I’ve started flirting with him. Not as shamelessly as normal, but testing the waters, telling him when he’s being cute. Beginner-level stuff because I’m still fairly certain Enzo is straight. Ish.

He doesn’t balk, though. And I think he might appreciate the compliments, although only a slight twitch of the mouth suggests as much. I’m probably fooling myself, thinking I detect something more bubbling beneath his stony surface.

After my last day, I decide I’ll do it. If it feels right, I’ll proposition him then. One night of indulgence together before we part ways to our very different lives forevermore. The job runs its course at the end of the month. Until then, I’ll simply enjoy our weird compatibility, this strangely right blip in my life.

My phone vibrates, an incoming call from Mama’s phone. When I hit the video button to answer, she’s with Mom on the porch of the house they raised me in, back home in Oregon. Mom has her glasses on and a book at her side, and Mama’s wearing her gardening gloves.

“You picked up.” Mama removes her gloves. She’s my biological mother, slim like I am but taller, and the rolled-up sleeves on her sweatshirt show her wiry arms. “Glad we caught you.”

Mom leans forward, squinting at me from behind her glasses. “This job keeping you busy?”

“Kind of,” I answer. “I guess I’ve been busy with a lot of things.”

Typically, I call my moms a couple times a week. When I don’t, I’m avoiding talking about something.

Since I lost my job at the gamer café, there’s been more avoiding than not.

My moms are the least judgmental people you could imagine. They are, in every way conceivable, totally accepting of me. Partially, it comes from their own family experiences. Mama’s parents immigrated to the United States from Egypt, and the Coptic Church was central to their old life and their new life. Unfortunately for Mama, their religious community didn’t accept gay people. My dad died shortly after my birth, and when Mama found a new love in Mom a few years later, it ruptured the family.

It’s all repaired now. Grandpa even took us kids to Luxor when I was in high school, proud of his family the whole time. Mom also comes from an immigrant family, from the Soviet Union via Turkey, although her family didn’t come around to accept her, so we don’t have a relationship with them.

My moms value family, and healing the rift with Mama’s parents meant the world to both of them. I’m grateful to know nothing I could do or say would cause me to lose the support of my family.

I promised myself a long time ago: I’m not going to take their support for granted. They work their asses off to take care of me and my three younger siblings, and, especially when I was really young, they did it without support, facing some significant challenges and prejudices in the world. They built an amazing life for our family, and living up to the example they set is important to me.

Every one of us kids is a handful in our own way, but I’m the oldest. Devoting my life to pleasure is all good, but pulling it off on my own terms and by my own means is equally important to me. My cupcake classes are simply not as important as my sister’s college fund or my brother’s insulin.

“Busy with a lot of things?” Mom prompts.

“The job.” I lean back on the couch as I hold the phone up. “Enzo is more mobile now, which means he needs regular assistance. And I sent you pictures of the dogs. Did I send you pictures of the dogs?”

“In response to my text asking how the job hunt is going,” Mom says dryly.

Mama puts her arm around Mom. “Although we agreed to wait until the end of the conversation to ask about that.”

“Reggie will have me back at the gym,” I assure them. “So I’ll have a job. You don’t need to worry.”

“We’re not,” Mama says warmly. “Ever since you were little, you’ve insisted on doing things your own way, and it’s always turned out decently well.” She smiles. “We know you always make the right choices for yourself, Damian.”

And there it is.I’m sure you’ll do the right thinghas always been a gut-twister. If they were doubting me or lecturing me about not fucking up in every way that little voice in the back of my head insists I might, maybe I wouldn’t guilt myself with so much pressure.

Believing in me. What a trick.

Like when I had to work my ass off to pass chemistry in high school, and they actually celebrated my C-minus. Framed the final exam and everything.

I shake my head with a sigh. “I know. And thank you.”

Mom gives me a quick nod, the more serious of the two, and also more concerned about my future than Mama is.

In avoiding this call, I’ve actually built up quite a list of things to tell them about. My failed date is at the top of the list, and I’m eager to discuss the pit bulls.

When I consider sharing more about Enzo, though, I quickly push the thought aside. They might intuit I have bubbly feelings for him. Despite all the open-mindedness they’ve offered me, I’m not quite ready to tell them I’m salivating over a man nearly their age, and a retired boxer with a bad reputation at that.

Instead, I seek their guidance on the thing I truly can’t wrap my head around.

“Hey, what would you think if I became a sex therapist?”

Mama hums. “Is that a therapist who specifically helps people with their sexuality?”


Go through the lines below. Copy those with "hatch".

=====

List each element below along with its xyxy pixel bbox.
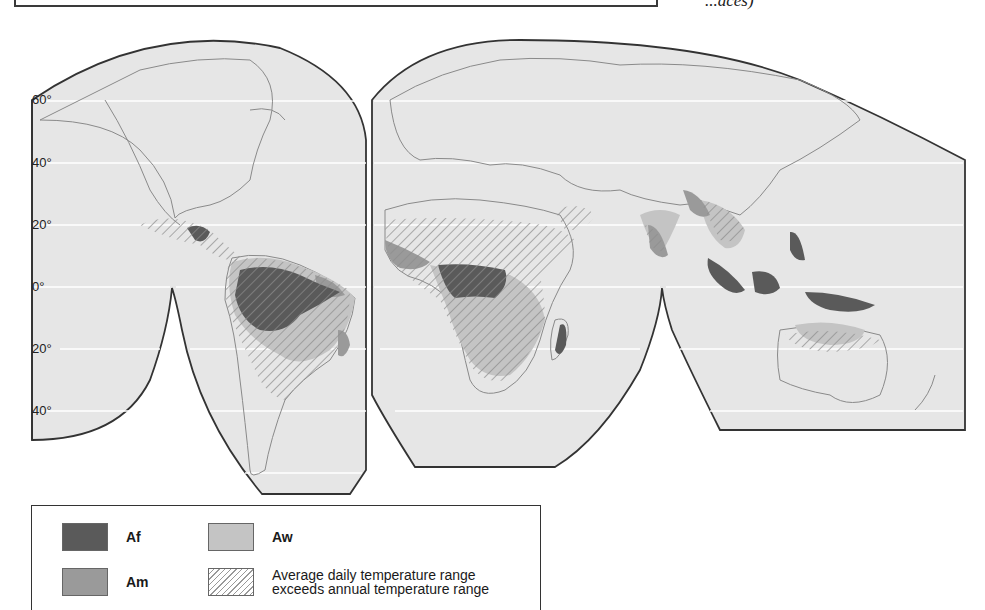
aw-swatch	[208, 523, 254, 551]
latitude-label-20n: 20°	[32, 217, 52, 232]
legend-label-am: Am	[126, 574, 149, 590]
map-legend: Af Am Aw Average daily temperature range…	[31, 505, 541, 610]
am-swatch	[62, 568, 108, 596]
af-swatch	[62, 523, 108, 551]
hatch-swatch	[208, 568, 254, 596]
latitude-label-equator: 0°	[32, 279, 44, 294]
latitude-label-20s: 20°	[32, 341, 52, 356]
legend-item-am: Am	[62, 568, 149, 596]
legend-hatch-line1: Average daily temperature range	[272, 568, 489, 582]
latitude-label-40n: 40°	[32, 155, 52, 170]
legend-label-aw: Aw	[272, 529, 293, 545]
legend-item-aw: Aw	[208, 523, 293, 551]
latitude-label-60n: 60°	[32, 92, 52, 107]
americas-lobe	[32, 41, 366, 494]
legend-item-hatch: Average daily temperature range exceeds …	[208, 568, 489, 596]
legend-item-af: Af	[62, 523, 141, 551]
legend-label-af: Af	[126, 529, 141, 545]
legend-hatch-line2: exceeds annual temperature range	[272, 582, 489, 596]
legend-label-hatch: Average daily temperature range exceeds …	[272, 568, 489, 596]
latitude-label-40s: 40°	[32, 403, 52, 418]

=====

● **Reply**
hatch-swatch	[208, 568, 254, 596]
legend-hatch-line1: Average daily temperature range	[272, 568, 489, 582]
legend-item-hatch: Average daily temperature range exceeds …	[208, 568, 489, 596]
legend-hatch-line2: exceeds annual temperature range	[272, 582, 489, 596]
legend-label-hatch: Average daily temperature range exceeds …	[272, 568, 489, 596]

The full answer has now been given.